Prepackaged portfolios from Folio Investing may contain individual stocks, mutual funds or exchange-traded funds.
Covestor, which began managing money in November 2009, tracks the portfolios of about 30,000 users who choose to make their investment actions viewable to others on the site, and users may have their accounts track the trades of about 150 pre-screened managers on the site.  "It's like an open-source hedge fund," said Perry Blacher, chief executive officer of London-based Covestor.

Some of the managers on the Covestor site are professional investment advisors registered with the SEC and some aren't. The managers range from Atlas Capital Advisors, a San Francisco-based registered investment advisor that manages $175 million for high-net-worth investors, to "an ophthalmologist in Wisconsin," Blacher said.  Wealthfront, which started in October 2009, lets users invest as little as $10,000 among 40 different registered investment advisors who normally have account minimums of $1 million. The firm has about $180 million in assets invested through its site.  Wealthfront managers returned an average of 30% from the site's start in October 2009 through February 18, compared with a 27% gain in the Standard & Poor's 500 index. The managers charge average fees of 1.3%.

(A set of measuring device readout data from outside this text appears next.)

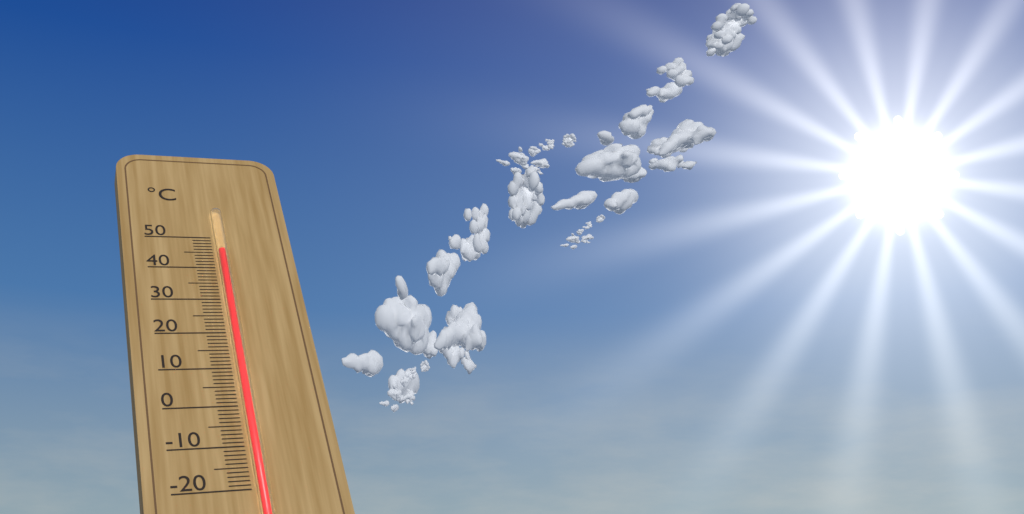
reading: 45 °C
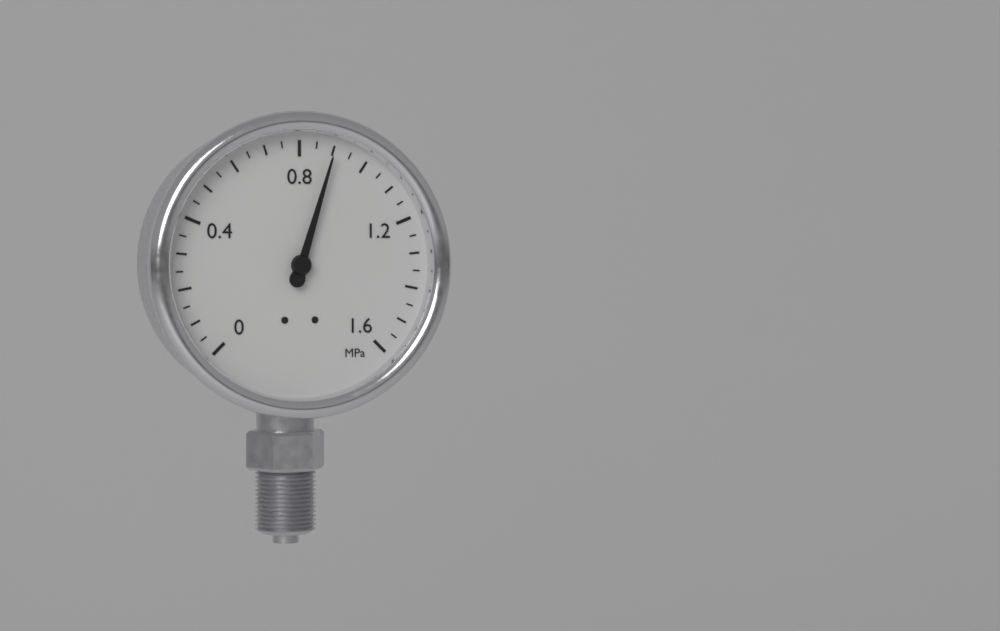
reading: 0.90 MPa
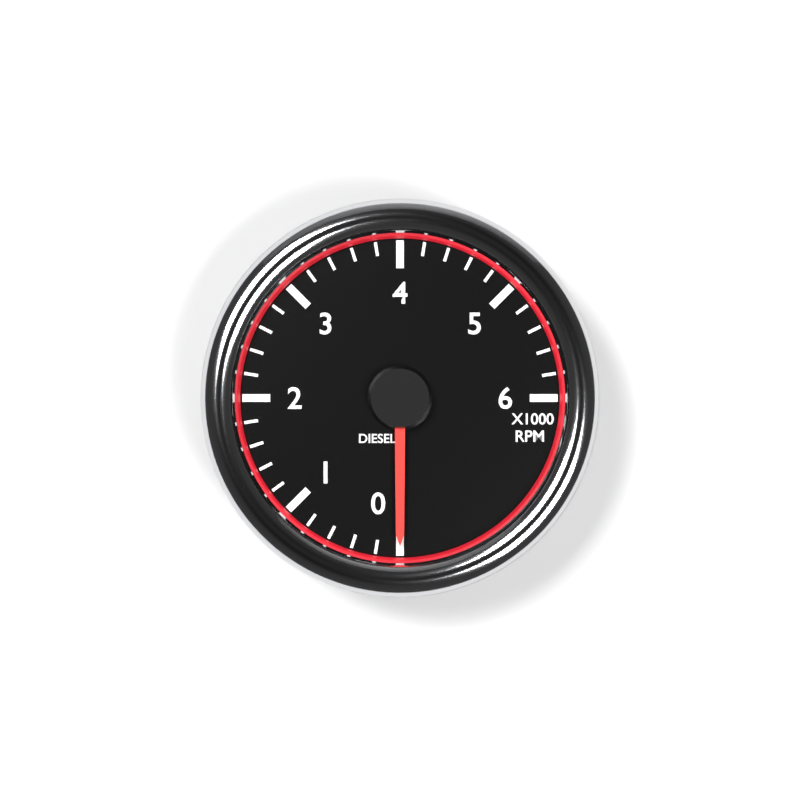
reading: 0 RPM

These sites don't represent a competitive threat to traditional brokerages, said Jim Wiggins, a Morgan Stanley Smith Barney spokesman.

"People don't come to Morgan Stanley Smith Barney for discount trading," he said. "They come for professional money management and to access some of the products and services that are only available through a global investment bank."

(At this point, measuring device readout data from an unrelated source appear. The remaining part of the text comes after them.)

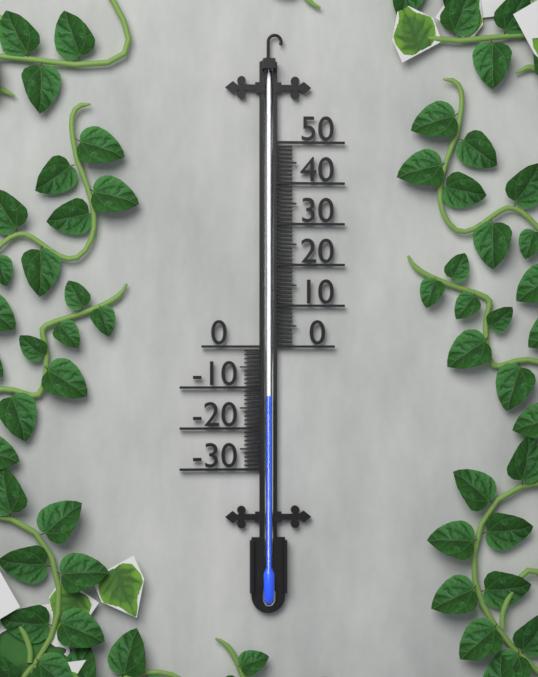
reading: -12 (no unit)
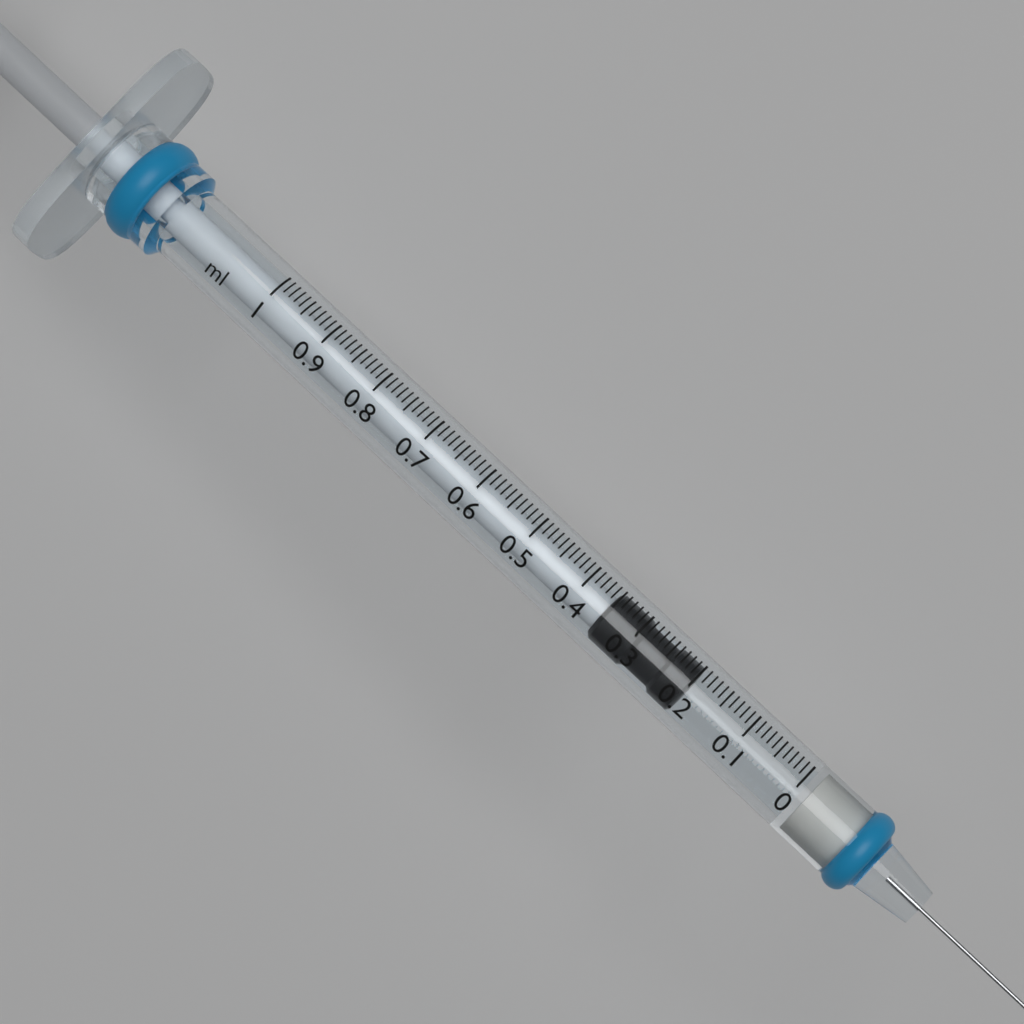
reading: 0.20 ml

UBS Fined $2.5 Million Over Structured Notes
(Bloomberg News)  UBS AG, Switzerland's largest bank, was ordered to pay investors $8.25 million and fined $2.5 million over sales of Lehman Brothers Holdings Inc. structured products, according to the Financial Industry Regulatory Authority.
UBS "effectively misled" some investors when selling the products, the industry-funded regulator's Web site says. The Zurich-based bank was ordered to repay some investors who bought Lehman structured notes after March 2008. The securities, which were called "100% Principal-Protection Notes," became almost worthless when Lehman filed for bankruptcy that September.

"In cases, UBS' financial advisors did not even understand the complex products they were selling, and as a result, they neglected to disclose necessary information to customers about the issuer's credit risk so investors would understand the magnitude of the potential losses," comments Brad Bennett, Finra's chief of enforcement, in a statement.

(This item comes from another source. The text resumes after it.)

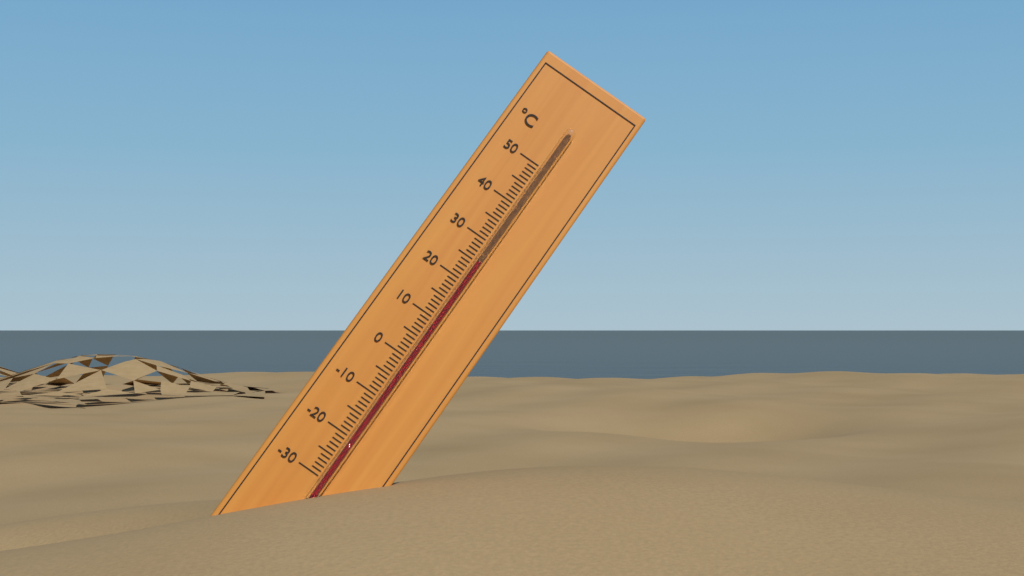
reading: 25 °C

UBS' brokers sold $1 billion of the Lehman structured products to U.S. clients, spokesman Kris Kagel said in November. The investments, which are debt bundled with derivatives, were called principal-protected notes because they allowed investors to earn money when stocks rose without taking losses when they fell, as long as the issuer stayed solvent.

"The significant majority of UBS' Lehman structured product sales were conducted properly," says Allison Chin-Leong, a UBS spokeswoman. Any losses directly resulted from Lehman's "unprecedented and unexpected" failure, which hurt all bondholders, she says.

UBS has already paid about $14.5 million in settlements or arbitration awards to investors who bought Lehman notes from March to June 2008, according to a document posted on Finra's Web site. Last year, the Securities and Exchange Commission contacted several financial firms to discuss their use of the term principal-protected and whether it is misleading, according to people familiar with the matter who requested anonymity because the inquiry was informal.

Derivatives are contracts whose value is derived from stocks, bonds, loans, currencies and commodities, or linked to specific events such as changes in interest rates.